Welcome to the 73rd edition of the Rational Cloning Newsletter (Weekly Ideas Series).
Helping you discover the best ideas of others.
Happy cloning.
(1) The Variant Perception Blog: The Age of Scarcity Part 3: The Capex Supercycle
An old asset base + large infrastructure spending gap + negative real financing costs (financial repression) = an incoming capex supercycle. This is the final part of our 3-part series based on the insights from our “Age of Scarcity” thematic report sent to VP clients in November 2022. See here for Part 1 and Part 2.
The US’s fixed asset base is extremely old. The last time it was this old was just after WWII, which preceded a huge capex reconstruction boom. The American Society of Civil Engineers has graded the US infrastructure as C-. The Global Infrastructure Hub estimates that the infrastructure spending gap is now at 800bn USD per year (right-hand chart). The surge in net-zero commitments will also necessitate plenty of investment and capex.
Listed infrastructure typically trades at a premium relative to equities because of their more predictable cash flows (bottom right chart). Today EV/EBITDA multiples are at the top of their historical range.
The solution: find capital-scarce and government-aligned infrastructure companies. These companies are most likely to outperform after the business cycle downturn.
Upstream industries offer a more levered way to play the capex supercycle. Infrastructure assets offer investors inflation-linked exposure with an upside takeover / valuation catalyst.
(2) Horizon Kinetics Inflation Beneficiaries ETF (INFL) 2022 Annual Letter
The cornerstone of our nonconsensus investment positioning is our emphasis upon hard assets. Hard assets are simply tangible, finite resources which have largely inelastic demand and limited supply growth potential. Examples include energy, precious metals, base metals, agricultural commodities, and land. Companies engaged in these industries are typically capital intensive and highly exposed to the market cycles, and therefore, they trade at low cash flow multiples. Furthermore, many of these industries experience extreme “capital cycles” (Figure 1): capital chases high returns when market conditions are accommodative, ultimately increasing supply such that forward returns are dismal, following which capital flees the industry. These violent cycles can result in sharp (episodic) gains, but also substantially impair capital, particularly in highly indebted companies with poor unit economics. This helps explain why there is such a dearth of successful long-term investment track records in hard asset equities.
The best way to protect against such a scenario is to recognize the volatility in these subindustries and to invest in efficient, capital light business models that are less susceptible to striking out. Tempting as it may be to try to hit a home run and embrace companies with the highest leverage to higher hard asset prices (i.e., indebted mining and energy extraction companies), these businesses are far more prone to the permanent impairment of capital. On the other hand, capital light businesses are consistently hitting singles and doubles, slowly compounding value. This summarizes our strategy and positioning: though returns may be variable, we emphasize companies that we are confident can prosper through drawdowns and compound capital over time.

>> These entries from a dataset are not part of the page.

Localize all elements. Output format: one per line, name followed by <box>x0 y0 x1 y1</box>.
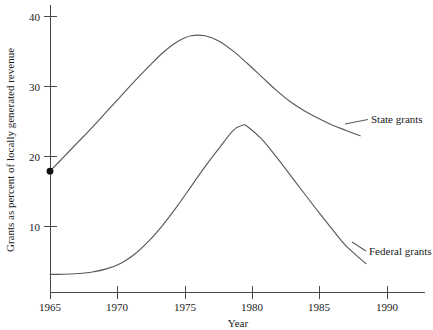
x-tick-label-1975: 1975 <box>174 301 197 313</box>
x-axis-title: Year <box>228 317 249 329</box>
start-marker-dot <box>47 168 54 175</box>
y-tick-label-20: 20 <box>29 151 41 163</box>
series-line-federal-grants <box>50 125 366 275</box>
x-tick-label-1970: 1970 <box>106 301 129 313</box>
series-label-state-grants: State grants <box>371 113 423 125</box>
x-tick-label-1985: 1985 <box>308 301 331 313</box>
y-axis-title: Grants as percent of locally generated r… <box>4 48 16 252</box>
y-tick-label-10: 10 <box>29 221 41 233</box>
x-tick-label-1990: 1990 <box>376 301 399 313</box>
state-grants-leader-line <box>345 120 368 125</box>
x-tick-label-1980: 1980 <box>241 301 264 313</box>
x-tick-label-1965: 1965 <box>39 301 62 313</box>
y-tick-label-30: 30 <box>29 81 41 93</box>
chart-container: 40 30 20 10 1965 1970 1975 1980 1985 199… <box>0 0 433 330</box>
series-label-federal-grants: Federal grants <box>369 245 432 257</box>
series-line-state-grants <box>50 35 360 171</box>
federal-grants-leader-line <box>352 242 366 251</box>
y-tick-label-40: 40 <box>29 11 41 23</box>
line-chart: 40 30 20 10 1965 1970 1975 1980 1985 199… <box>0 0 433 330</box>
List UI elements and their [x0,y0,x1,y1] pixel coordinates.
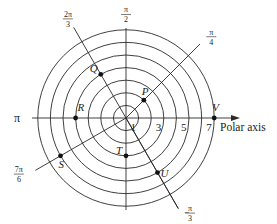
point-r [73,116,78,121]
ring-label: 3 [156,121,162,133]
ray-7pi-6-label: 7π6 [14,165,24,184]
polar-axis-label: Polar axis [220,121,266,133]
point-label-u: U [161,167,170,179]
ring-labels: 1357 [131,121,213,133]
ray-label-numerator: π [188,204,192,213]
ray-label-denominator: 3 [188,214,192,223]
point-label-r: R [77,101,85,113]
ring-label: 5 [181,121,187,133]
point-u [155,170,160,175]
ray-label-numerator: π [209,28,213,37]
ray-7pi-6-line [35,118,126,170]
point-label-q: Q [90,62,98,74]
ring-label: 7 [206,121,212,133]
ray-label-denominator: 3 [66,20,70,29]
polar-diagram: π Polar axis 1357 2π3π2π47π6−π3 PQRSTUV [0,0,277,224]
point-label-p: P [141,85,149,97]
point-t [124,153,129,158]
ray-label-numerator: π [124,5,128,14]
ray-2pi-3-label: 2π3 [63,10,73,29]
ring-label: 1 [131,121,137,133]
point-label-t: T [116,144,123,156]
ray-label-numerator: 2π [64,10,72,19]
pi-label: π [14,111,20,125]
point-label-s: S [59,158,65,170]
plotted-points: PQRSTUV [58,62,220,178]
ray-pi-4-line [126,44,200,118]
ray-label-denominator: 2 [124,15,128,24]
point-v [212,116,217,121]
ray-neg-pi-3-label: −π3 [184,204,195,223]
point-p [141,98,146,103]
ray-pi-4-label: π4 [206,28,216,47]
ray-label-denominator: 6 [17,175,21,184]
ray-pi-2-label: π2 [121,5,131,24]
ray-label-denominator: 4 [209,38,213,47]
point-q [98,72,103,77]
ray-labels: 2π3π2π47π6−π3 [14,5,216,223]
ray-label-numerator: 7π [15,165,23,174]
point-label-v: V [212,101,220,113]
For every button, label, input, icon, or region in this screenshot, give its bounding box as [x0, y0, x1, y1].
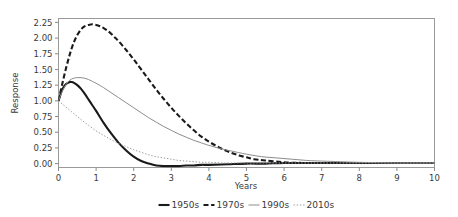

The balance of the portfolio is allocated to brokerage, health care, timber, real estate, defense and land companies that share the ability to grow revenues in excess of costs in an environment of rising prices. Similarly, these companies are not directionally dependent upon rising price levels to generate economic returns but have the ability to benefit from higher prices. As always, we continue to evaluate new and unique business models that have these dynamics.
Tweets That Make You Go… Hmm 🤔
Check out previous issues of Weekly Ideas👇
The Rational Cloner’s Library
Mosaic Musings #2: Disinflation → Inflation Inflection Point?
Mosaic Musings #3: Royalty Companies: Inflation, I win; Disinflation, I Don’t Lose Much.